It is only natural that the American government and the American people have focused on getting coronavirus vaccines to as many of its people as possible, with the most vulnerable first in line. But as the pace of domestic vaccination accelerates, two facts are worth bearing in mind.
One is that the pandemic will not be vanquished anywhere until it is vanquished everywhere. Several known coronavirus variants are making their way around the world, and public health researchers know more will evolve so long as the virus continues to spread, potentially challenging the efficacy of existing vaccines. South Africa, for example, halted use of the Oxford-AstraZeneca vaccine when it showed “disappointing” results against a new, more contagious variant of the virus that has made landfall in the United States.
The second fact is that while more than 45 million Americans, nearly 14% of the U.S. population, have received at least one dose of vaccine, and most high-income countries have launched their own vaccination programs, the Think Global Health project of the Council on Foreign Relations estimates that only 7% of low-income countries had vaccinated anyone at all as of Feb. 18.
That is a yawning gap. Dr. Tedros Adhanom Ghebreyesus, the director general of the World Health Organization, has correctly described it as “another brick in the wall of inequality between the world’s haves and have-nots.”
The good news is that the gap is finally being addressed. Last week, a cargo plane landed in Ghana with 600,000 doses of vaccine developed in Britain and manufactured in India, the start of a program to deliver at least 1.3 billion shots to 92 low- and middle-income countries this year through COVAX, an international effort backed by the World Health Organization.
The effort has had a rocky start. Under the Trump administration, the United States pulled out of the WHO altogether, and along with other wealthy nations it grabbed what vaccine it could for itself. But the Biden administration has moved quickly to rejoin the WHO and has pledged $4 billion to the global vaccination drive. President Emmanuel Macron of France has further suggested that instead of money, wealthy countries should donate vaccine doses to African governments, sparing COVAX the need to compete for existing supplies.
All this is just a start. The 600,000 doses that arrived in Ghana are barely enough to inoculate 1% of its population, and COVAX will need a lot more money and help.
While conquering the virus is the obvious and primary reason for the United States to pitch in, there is also this: It is very much in America’s national interest not to cede a critical “soft power” advantage to autocratic rivals like Russia or China.
Poor countries will remember who came to their assistance, and when. Moscow and Beijing saw an opportunity early on, sending masks and protective gear to hard-hit countries last spring. Now, with low- and middle-income countries clamoring for vaccines, countries from Serbia and Algeria to Brazil and Egypt are getting doses from China and Russia. Serbia, in fact, is ahead of most countries in the European Union in the percentage of its population that has been vaccinated, in part because it’s one of the few countries where both Russian and Chinese vaccines are already available.
China has made sharing its homegrown vaccines a centerpiece of its “Belt and Road Initiative,” a global strategy to invest in more than 70 countries and international organizations. Beijing’s vaccine diplomacy has had its glitches, most notably the lack of verified information about the efficacy of its vaccines, but for many poor countries, China’s vaccines are far better than nothing. Recently, for example, China announced it would donate 300,000 doses to Egypt.
Russia claims it has orders for its Sputnik V vaccine from about 20 countries — including America’s southern neighbor, Mexico, which has contracted to receive 7.4 million doses between February and April. After a bout of COVID-19 in late January, President Andrés Manuel López Obrador of Mexico reported that he had received a warm phone call from President Vladimir Putin of Russia and that he had invited Putin to visit Mexico. At about the same time, the president and vice president of Argentina, Alberto Fernández and Cristina Fernández de Kirchner, both received their first jabs of Sputnik V.
India, among the world’s largest producers of generic medicines, has also moved to develop its own vaccines and to ship them abroad, in part as a counter to China’s outreach. Though India has a population of more than 1.3 billion, it has already sent 3.2 million free doses to neighboring countries and has contracted with a host of governments around the world to supply vaccines. One reason India can do this is that it’s producing more vaccines than it can currently distribute domestically. The UAE, which is vaccinating its residents faster than any country except Israel, has also begun donating Chinese-made Sinopharm to countries where it has strategic or commercial interests.
Vaccine diplomacy has drawbacks. Ghebreyesus of the WHO has complained that too many countries and vaccine manufacturers are focused on making bilateral or selective deals, which pushes the poorest countries to the side. That is the advantage of the WHO’s COVAX initiative, and the Biden administration has made a good start in supporting it.
President Joe Biden has assured Americans that most will be vaccinated by the end of summer. He should also assure them that it is very much in their interest, for reasons of morality, common sense and national interest, to be at the forefront of the global war against that vicious little spiked blob.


§ Aim of the exercise: State how many lines in these records contain the word "Where", and nothing else.

Dataset items:
((
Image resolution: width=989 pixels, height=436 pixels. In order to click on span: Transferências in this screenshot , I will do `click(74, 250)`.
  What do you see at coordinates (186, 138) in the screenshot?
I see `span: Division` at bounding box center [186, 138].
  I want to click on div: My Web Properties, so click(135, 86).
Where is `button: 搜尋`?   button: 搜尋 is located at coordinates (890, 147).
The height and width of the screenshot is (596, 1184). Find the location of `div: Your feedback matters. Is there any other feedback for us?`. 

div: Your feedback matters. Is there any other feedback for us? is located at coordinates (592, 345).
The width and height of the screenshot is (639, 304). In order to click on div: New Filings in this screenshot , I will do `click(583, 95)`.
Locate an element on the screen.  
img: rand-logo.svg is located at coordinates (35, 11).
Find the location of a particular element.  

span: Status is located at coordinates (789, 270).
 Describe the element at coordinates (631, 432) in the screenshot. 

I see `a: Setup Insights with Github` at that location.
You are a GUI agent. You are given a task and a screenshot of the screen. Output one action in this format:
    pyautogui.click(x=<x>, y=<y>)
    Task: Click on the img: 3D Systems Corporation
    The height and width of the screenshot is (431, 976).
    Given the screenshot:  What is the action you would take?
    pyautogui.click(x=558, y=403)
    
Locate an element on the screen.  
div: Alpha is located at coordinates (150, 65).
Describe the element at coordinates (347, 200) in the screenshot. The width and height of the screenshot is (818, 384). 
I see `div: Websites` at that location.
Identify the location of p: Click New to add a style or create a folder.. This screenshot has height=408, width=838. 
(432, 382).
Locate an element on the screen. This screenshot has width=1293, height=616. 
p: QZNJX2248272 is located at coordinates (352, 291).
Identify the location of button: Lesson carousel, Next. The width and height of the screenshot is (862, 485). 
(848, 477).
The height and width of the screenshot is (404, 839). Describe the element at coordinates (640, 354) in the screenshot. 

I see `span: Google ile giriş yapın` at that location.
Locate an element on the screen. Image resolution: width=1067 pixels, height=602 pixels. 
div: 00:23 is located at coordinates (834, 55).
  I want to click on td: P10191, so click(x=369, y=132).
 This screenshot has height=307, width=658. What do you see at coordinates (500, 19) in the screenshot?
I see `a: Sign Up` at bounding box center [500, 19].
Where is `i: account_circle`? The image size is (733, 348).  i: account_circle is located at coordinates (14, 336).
))
§ Answer to this exercise: 2